Just in time for Labor Day, a major new report from the NC Justice Center examines why many people of color, women, and the worst-paid North Carolinians are suffering the greatest harm during COVID-19. The report presents data about the current state of working in N.C. amid the COVID-19 crisis, much of which reveals the widening fissures already running through our economy.

The report, “Curing What Ails Us: How COVID-19 reveals what’s wrong with our economy and what working people are doing to fix it”, also puts current events in a historical context that includes unions, slavery, the Industrial Revolution, the Great Depression, and how wealth has continued to concentrate in the hands of the few up to this moment while many workers struggle to survive.
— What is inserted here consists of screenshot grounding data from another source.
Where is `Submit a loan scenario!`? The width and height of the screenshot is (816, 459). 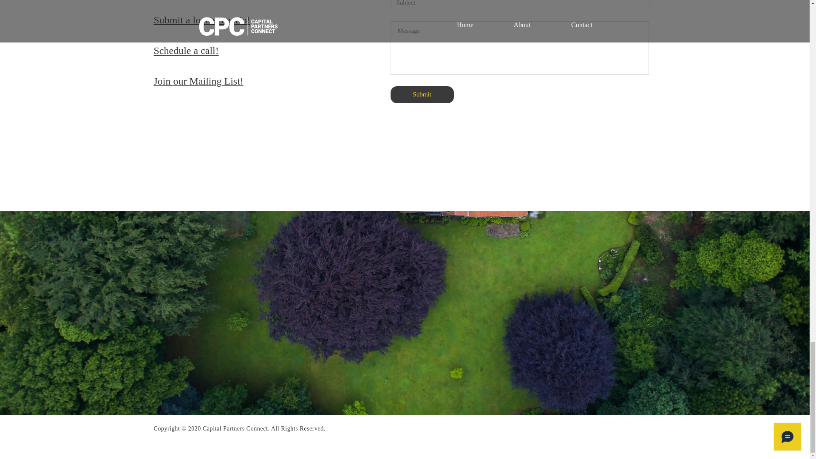 Submit a loan scenario! is located at coordinates (202, 20).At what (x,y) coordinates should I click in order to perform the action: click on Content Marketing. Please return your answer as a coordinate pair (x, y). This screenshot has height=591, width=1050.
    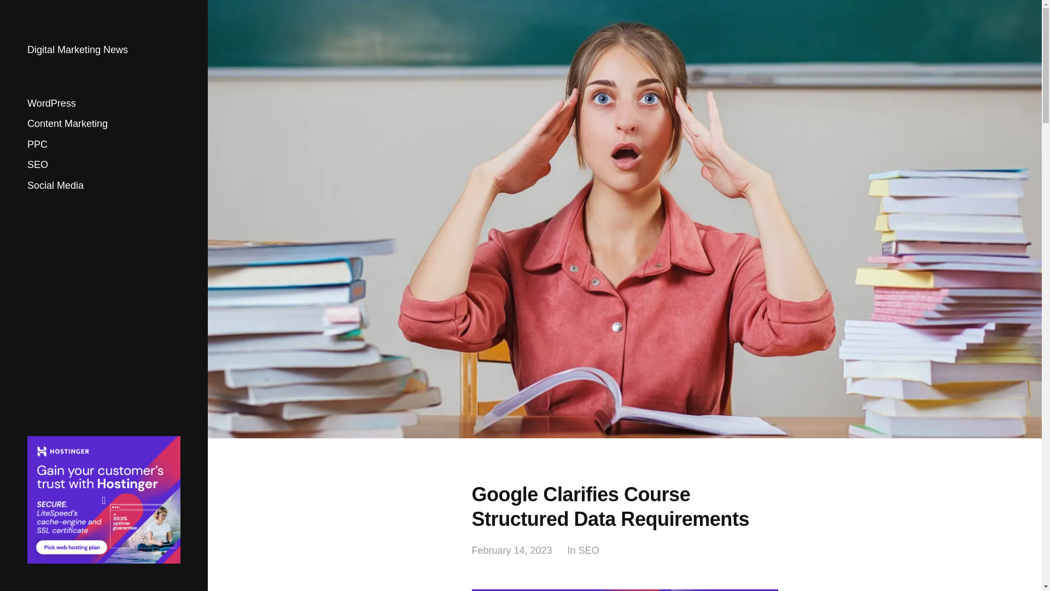
    Looking at the image, I should click on (67, 124).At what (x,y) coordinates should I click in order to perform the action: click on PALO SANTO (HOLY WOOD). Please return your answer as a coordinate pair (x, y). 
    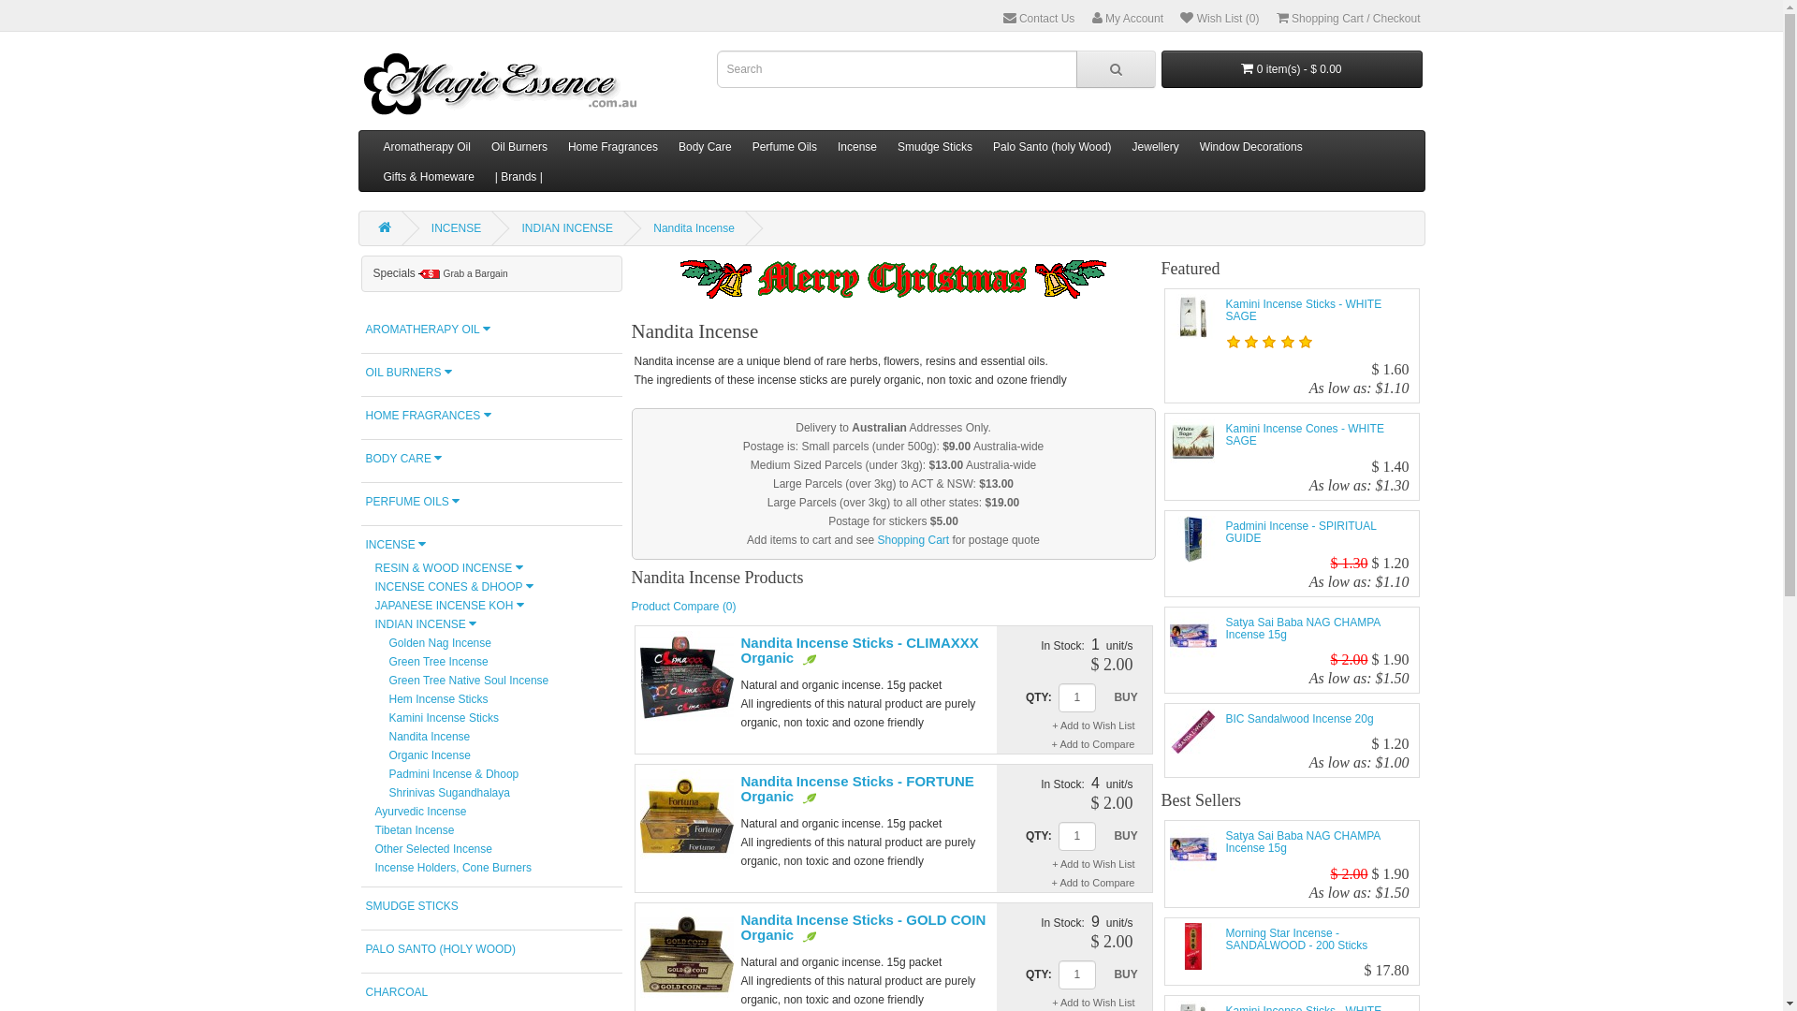
    Looking at the image, I should click on (492, 949).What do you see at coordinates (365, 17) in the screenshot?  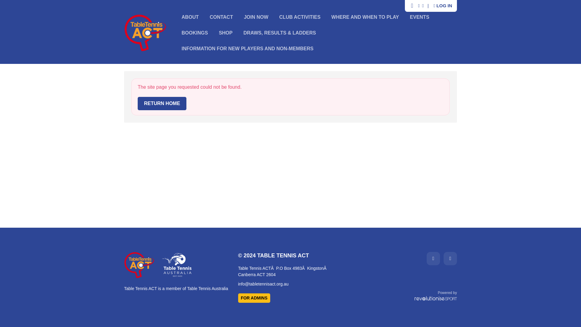 I see `WHERE AND WHEN TO PLAY` at bounding box center [365, 17].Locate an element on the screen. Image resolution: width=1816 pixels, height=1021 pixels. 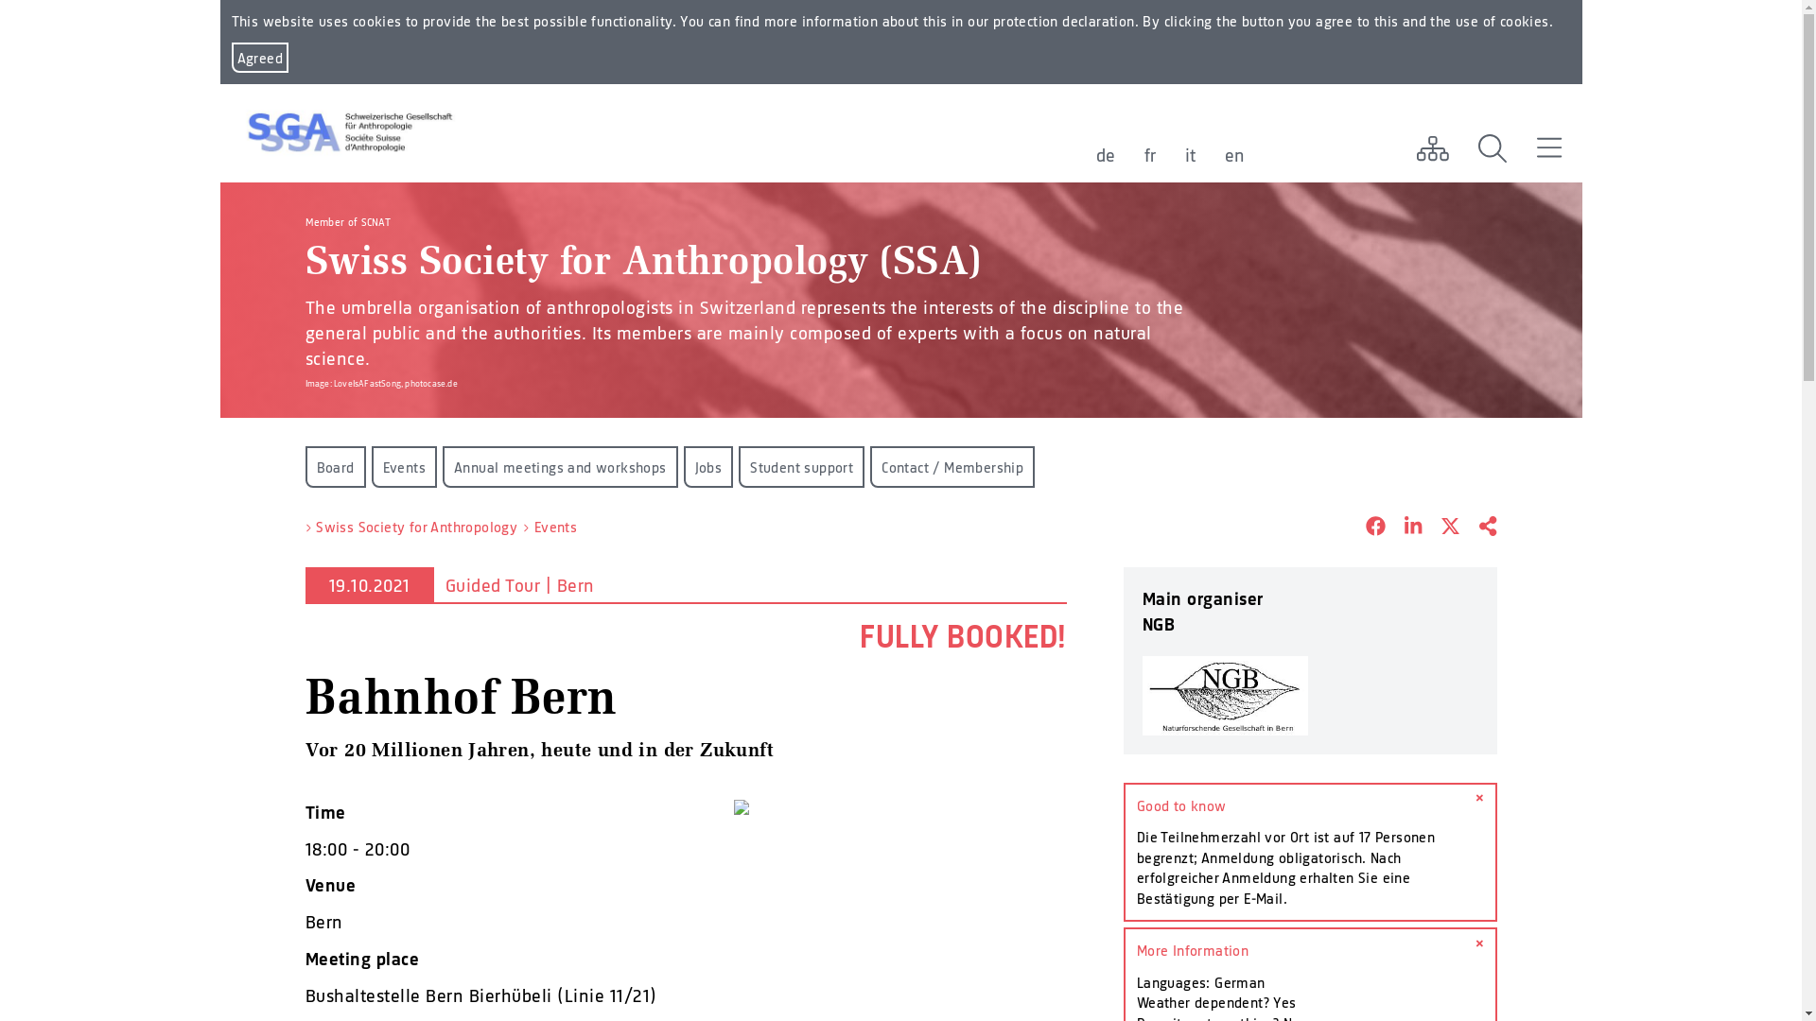
Events is located at coordinates (403, 467).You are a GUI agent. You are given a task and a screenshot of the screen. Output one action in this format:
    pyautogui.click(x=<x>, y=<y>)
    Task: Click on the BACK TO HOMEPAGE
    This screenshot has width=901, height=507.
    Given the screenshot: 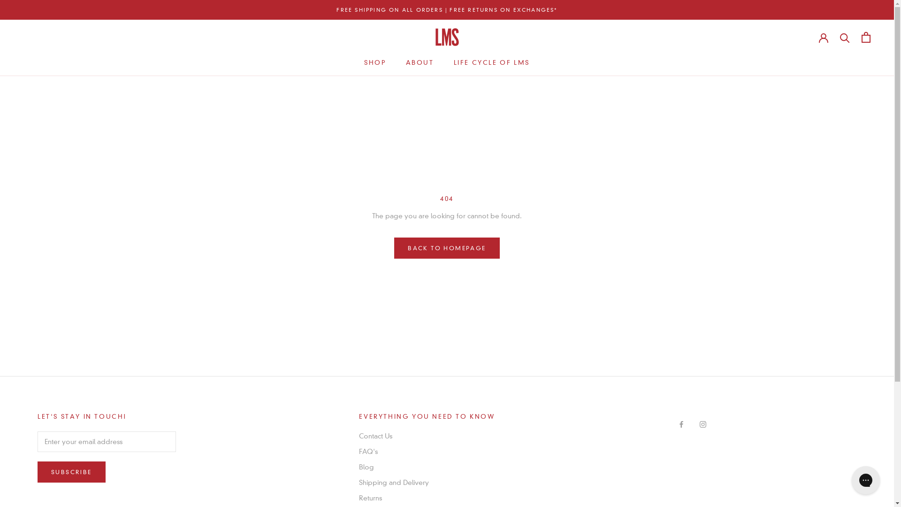 What is the action you would take?
    pyautogui.click(x=447, y=248)
     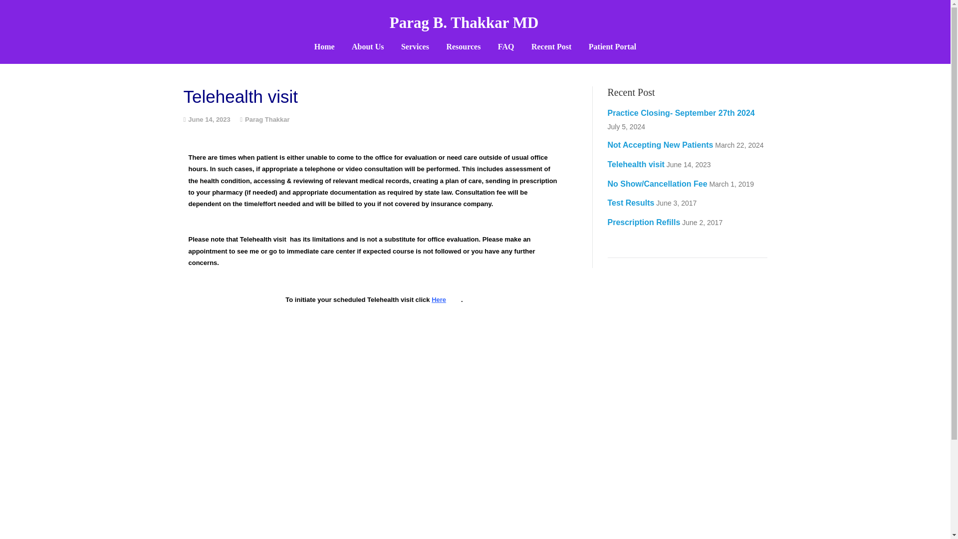 What do you see at coordinates (631, 203) in the screenshot?
I see `Test Results` at bounding box center [631, 203].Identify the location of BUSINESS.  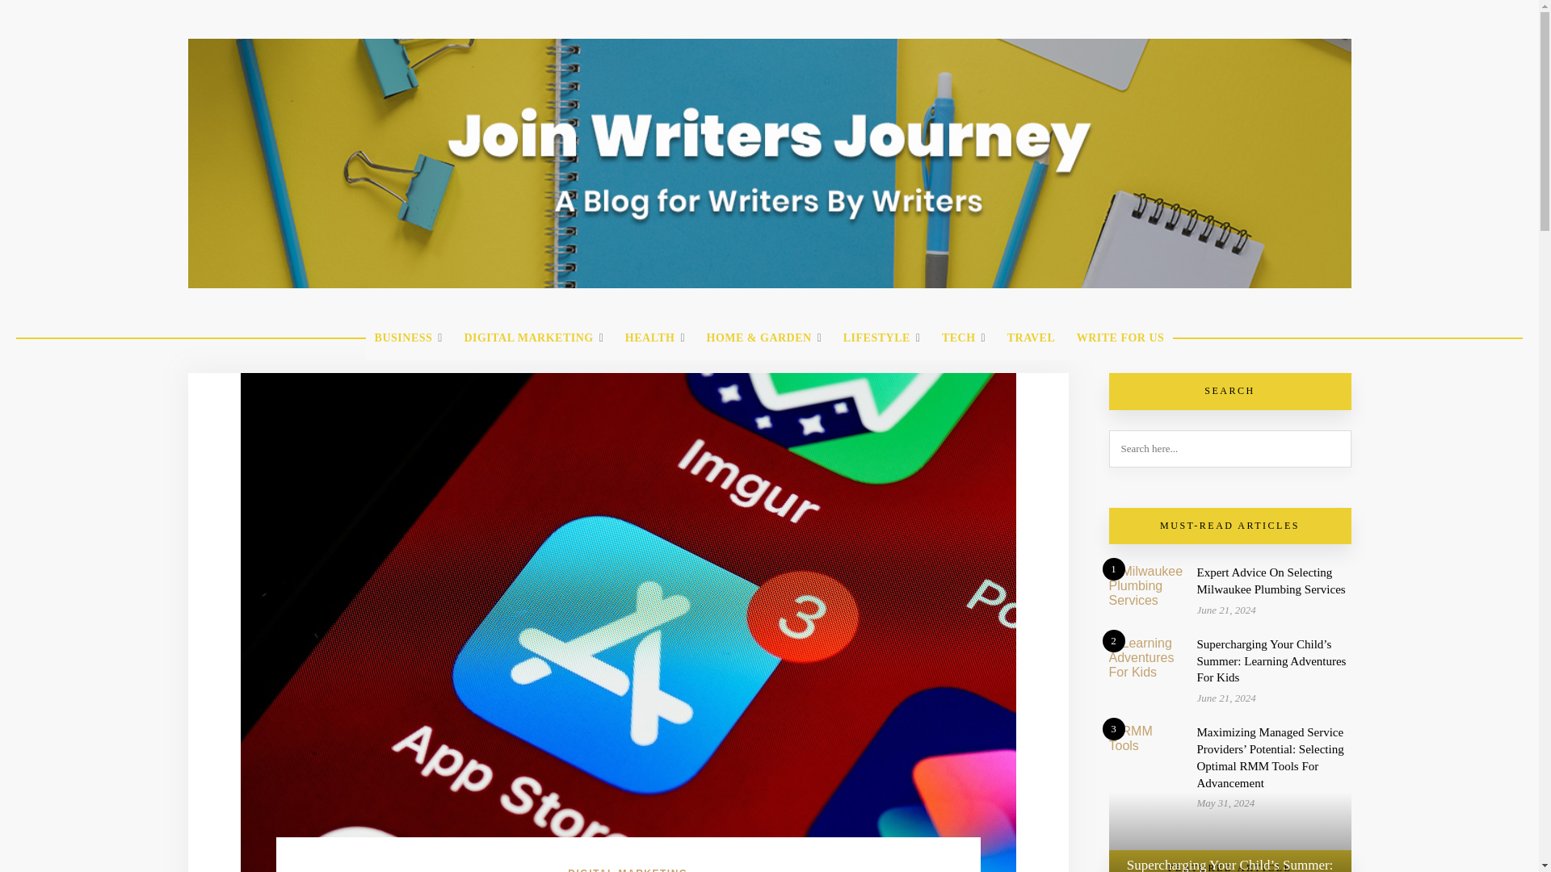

As COVID-19 highlights and worsens those struggles, case studies and interviews in the report show workers are stepping up organizing efforts to demand a renewed social and economic contract where the dignity of work is respected, workers are protected, and everyone — Black, brown, and white — can prosper.

“After a reckoning like COVID-19 we have to rebuild stronger,” said Patrick McHugh, Research Manager at the Budget & Tax Center and the primary author of the report, “This crisis is forcing us to confront uncomfortable realities and uniting working people to demand their rightful share of the American promise.”

Among the highlights of the report:

  • How people of color, women, and the lowest-paid North Carolinians are both more likely to have lost their jobs and disproportionately are working on the front lines of the COVID-19 outbreak.
  • How some of the largest corporations operating in North Carolina are recording record profits during COVID-19 and why those economic windfalls will largely benefit wealthy white shareholders that are primarily members of the Silent Generation and Baby Boomers.
  • The role of unions in both the past and during COVID-19, where working people have organized collectively to build power, oppose white supremacy, and create a more inclusive economy.
  • The role of slavery in shaping the economic foundations of the United States and how business practices born on plantations continue to shape how large companies operate to this day.
  • How the crisis of the Great Depression led to significant gains for working people who were white, while most working people of color at the time were prevented from benefitting from the New Deal – legacies that remain enshrined in law today.
  • Case studies of tools that working people are using to build power and interviews with organizers using those tools in the time of COVID-19.

“COVID-19 is showing that people are the economy,” said Alexandra Sirota, Director of the Budget & Tax Center and contributor to the report, “and unless our policymakers put people and workers first, our recovery won’t be just or nearly as successful at delivering the well-being we all deserve.”

READ THE REPORT

If you would like to be put in touch with the people interviewed in the report or possibly people organizing in your coverage area, contact Ana Pardo, Workers’ Rights Policy Advocate at the NC Justice Center, at ana.pardo@ncjustice.org.

For more info, contact: Patrick McHugh, Research Manager, patrick.mchugh@ncjustice.org; Alexandra F. Sirota, Budget & Tax Center Director, 919-861-1468 or Alexandra@ncjustice.org; or Mel Umbarger, Budget & Tax Center Senior Communications Specialist, mel@ncjustice.org.

The NC Justice Center is a nonpartisan organization that works to eliminate poverty in North Carolina by ensuring that every household in the state has access to the resources, services and fair treatment it needs to achieve economic security.